Orbital Studios relocates to Television City as LA virtual-production footprint shifts
The LED-wall operator has moved its headquarters from the Arts District to the former CBS lot on Fairfax Avenue, a quiet reshuffle inside Southern California's virtual-production map.

Orbital Studios, one of Southern California's better-known virtual-production operators, has finished moving its LED volumes and headquarters from the Los Angeles Arts District to Television City, the storied former CBS studio lot on Fairfax Avenue, the company confirmed to Variety on 6 July 2026. The relocation, which Variety first reported in its Film News in Brief column that day, is a small but telling reshuffle inside the region's virtual-production infrastructure — a sector that boomed during pandemic-era streaming demand and has since been quietly consolidating.
The move folds Orbital's wall inventory into a campus that has been repositioned over the last two years as a multi-tenant production hub. Television City's main building is no longer the broadcast-only facility it was under CBS, and the arrival of a working LED operator signals how the landlord — Hackman Capital Partners — is filling floor space that legacy broadcasters no longer need.
What actually changed
According to the 6 July 2026 Variety brief, Orbital Studios has transferred its LED walls to Television City and shifted its headquarters there from the Arts District. The brief did not specify which stages now house the volumes, the size of the installed footprint, or the length of the lease, and Orbital's own public-facing materials had not, as of the article's publication, added detail. The relocation is the kind of move that matters less for marquee headlines than for the second-order map of who can shoot in Los Angeles, on what terms, and with what technology under one roof.
Television City, on Beverly Boulevard between Fairfax and La Brea, has roughly 1.1 million square feet of production space across its campus, a footprint that has been incrementally reopened to outside tenants since CBS wound down its broadcast operations there. The site's pitch to clients is precisely the kind of consolidated production compound that streaming-era schedules favour: stages, offices, post-production, and now, in Orbital's case, in-house virtual production without the rigging cost of building a temporary volume on a stage designed for flat sets.
The counter-narrative: not a boom, a re-packing
Read straight, the Variety item is a relocation notice. Read as part of the sector's recent pattern, it is something else. Virtual production — the technique of shooting actors against LED walls displaying real-time rendered backgrounds, popularised by The Mandalorian and a cluster of Marvel and Netflix titles — expanded sharply in 2020-2022, then settled. Studios that had ordered walls found utilisation harder to sustain once the post-pandemic production surge eased and once streamers began tightening content spend. The more durable operators have tended to be the ones that could anchor onto a campus with steady tenant flow, rather than chasing one-off episodic bookings.
The reasonable counterpoint is that the Arts District departure does not, on its own, prove contraction. The Arts District is expensive, parking-constrained, and competes with residential and gallery uses. A move to a controlled-lot environment with on-site clients can be a margin move as easily as a retrenchment one — the same number of walls, the same crews, a lower overhead. Variety's brief does not adjudicate between those readings, and Orbital has not, in the materials this publication could verify, said which.
The structural frame, in plain terms
Los Angeles's production economy runs on physical concentration. Stages cluster, crews cluster, equipment houses cluster, and the cost of working in the city is largely the cost of being inside those clusters. The interesting story in the Television City move is not the LED walls themselves but the shape of the campus they are joining. A former broadcast lot is being re-let to a roster that increasingly looks like a horizontal production-services platform: some traditional soundstages, some virtual production, some post, some corporate tenants. Each anchor tenant lowers the per-stage cost for the next one.
This is the same logic that has reshaped other legacy studio real estate in the region — the Sony lot, the Paramount lot, Warner Bros. in Burbank — and it is the logic that smaller operators, including LED-stage companies, now have to work inside. The leading question for the sector is not whether virtual production is a real tool (it plainly is) but whether the in-house capacity of the major streamers has permanently eaten into the rental market for independent LED operators. On the evidence of a single relocation, the question stays open.
Stakes and what to watch next
If the Television City move is a margin-driven consolidation, the next markers to watch are quiet ones: lease length, whether other virtual-production operators follow Orbital onto the lot, and whether the Arts District space Orbital vacated is back-filled by another production-services tenant or returns to non-industrial use. If it is the leading edge of a broader retrenchment, the next markers are louder: smaller operators shutting, walls being mothballed, and episodic clients re-shoring work to traditional stages. The 6 July 2026 announcement, on its own, does not resolve which trajectory is in front of the sector. It does confirm that the centre of gravity in LA virtual production has shifted a few miles west, from the river to Fairfax.
Desk note: Wire coverage treated this as a one-paragraph industry brief. Monexus read it as a marker of how legacy studio real estate is being re-leased, and flagged what the announcement does and does not prove about the broader virtual-production market.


### WHAT THE TASK ASKS
The response must match the data below exactly, line for line.

SUPPLIED ENTRIES START

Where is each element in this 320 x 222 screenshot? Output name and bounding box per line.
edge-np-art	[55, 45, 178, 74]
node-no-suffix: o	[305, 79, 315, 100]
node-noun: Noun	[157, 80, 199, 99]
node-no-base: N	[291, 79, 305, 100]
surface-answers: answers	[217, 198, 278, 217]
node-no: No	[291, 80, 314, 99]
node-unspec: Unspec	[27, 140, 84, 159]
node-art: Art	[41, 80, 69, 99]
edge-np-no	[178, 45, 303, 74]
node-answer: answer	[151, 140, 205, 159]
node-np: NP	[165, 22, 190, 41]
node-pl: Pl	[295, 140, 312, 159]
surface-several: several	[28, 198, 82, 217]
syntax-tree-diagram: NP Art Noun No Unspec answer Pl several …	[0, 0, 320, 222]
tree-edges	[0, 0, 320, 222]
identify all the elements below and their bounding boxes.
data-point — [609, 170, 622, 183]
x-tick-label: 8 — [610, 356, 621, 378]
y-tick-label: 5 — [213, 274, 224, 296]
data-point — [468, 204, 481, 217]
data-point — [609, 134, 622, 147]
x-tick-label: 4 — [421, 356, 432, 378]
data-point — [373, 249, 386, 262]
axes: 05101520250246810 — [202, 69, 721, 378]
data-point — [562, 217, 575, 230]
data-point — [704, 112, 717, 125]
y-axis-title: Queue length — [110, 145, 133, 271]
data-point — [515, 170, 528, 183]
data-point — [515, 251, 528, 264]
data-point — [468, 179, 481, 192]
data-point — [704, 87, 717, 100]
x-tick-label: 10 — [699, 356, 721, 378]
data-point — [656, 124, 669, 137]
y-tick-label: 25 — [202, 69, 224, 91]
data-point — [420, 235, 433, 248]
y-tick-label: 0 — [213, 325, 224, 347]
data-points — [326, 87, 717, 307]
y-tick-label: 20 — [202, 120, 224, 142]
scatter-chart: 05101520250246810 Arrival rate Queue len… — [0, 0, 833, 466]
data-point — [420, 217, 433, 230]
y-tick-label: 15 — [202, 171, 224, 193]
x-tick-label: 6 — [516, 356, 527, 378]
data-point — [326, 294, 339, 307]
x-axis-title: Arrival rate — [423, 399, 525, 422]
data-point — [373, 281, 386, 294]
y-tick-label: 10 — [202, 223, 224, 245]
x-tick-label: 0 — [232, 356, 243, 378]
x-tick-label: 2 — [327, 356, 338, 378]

SUPPLIED ENTRIES END

### EXERCISE OUTPUT
Where is each element in this 320 x 222 screenshot? Output name and bounding box per line.
edge-np-art	[55, 45, 178, 74]
node-no-suffix: o	[305, 79, 315, 100]
node-noun: Noun	[157, 80, 199, 99]
node-no-base: N	[291, 79, 305, 100]
surface-answers: answers	[217, 198, 278, 217]
node-no: No	[291, 80, 314, 99]
node-unspec: Unspec	[27, 140, 84, 159]
node-art: Art	[41, 80, 69, 99]
edge-np-no	[178, 45, 303, 74]
node-answer: answer	[151, 140, 205, 159]
node-np: NP	[165, 22, 190, 41]
node-pl: Pl	[295, 140, 312, 159]
surface-several: several	[28, 198, 82, 217]
syntax-tree-diagram: NP Art Noun No Unspec answer Pl several …	[0, 0, 320, 222]
tree-edges	[0, 0, 320, 222]
identify all the elements below and their bounding boxes.
data-point — [609, 170, 622, 183]
x-tick-label: 8 — [610, 356, 621, 378]
y-tick-label: 5 — [213, 274, 224, 296]
data-point — [468, 204, 481, 217]
data-point — [609, 134, 622, 147]
x-tick-label: 4 — [421, 356, 432, 378]
data-point — [373, 249, 386, 262]
axes: 05101520250246810 — [202, 69, 721, 378]
data-point — [562, 217, 575, 230]
data-point — [704, 112, 717, 125]
y-axis-title: Queue length — [110, 145, 133, 271]
data-point — [515, 170, 528, 183]
data-point — [515, 251, 528, 264]
data-point — [468, 179, 481, 192]
data-point — [704, 87, 717, 100]
x-tick-label: 10 — [699, 356, 721, 378]
data-point — [656, 124, 669, 137]
y-tick-label: 25 — [202, 69, 224, 91]
data-point — [420, 235, 433, 248]
y-tick-label: 0 — [213, 325, 224, 347]
data-points — [326, 87, 717, 307]
y-tick-label: 20 — [202, 120, 224, 142]
scatter-chart: 05101520250246810 Arrival rate Queue len… — [0, 0, 833, 466]
data-point — [420, 217, 433, 230]
y-tick-label: 15 — [202, 171, 224, 193]
x-tick-label: 6 — [516, 356, 527, 378]
data-point — [326, 294, 339, 307]
x-axis-title: Arrival rate — [423, 399, 525, 422]
data-point — [373, 281, 386, 294]
y-tick-label: 10 — [202, 223, 224, 245]
x-tick-label: 0 — [232, 356, 243, 378]
x-tick-label: 2 — [327, 356, 338, 378]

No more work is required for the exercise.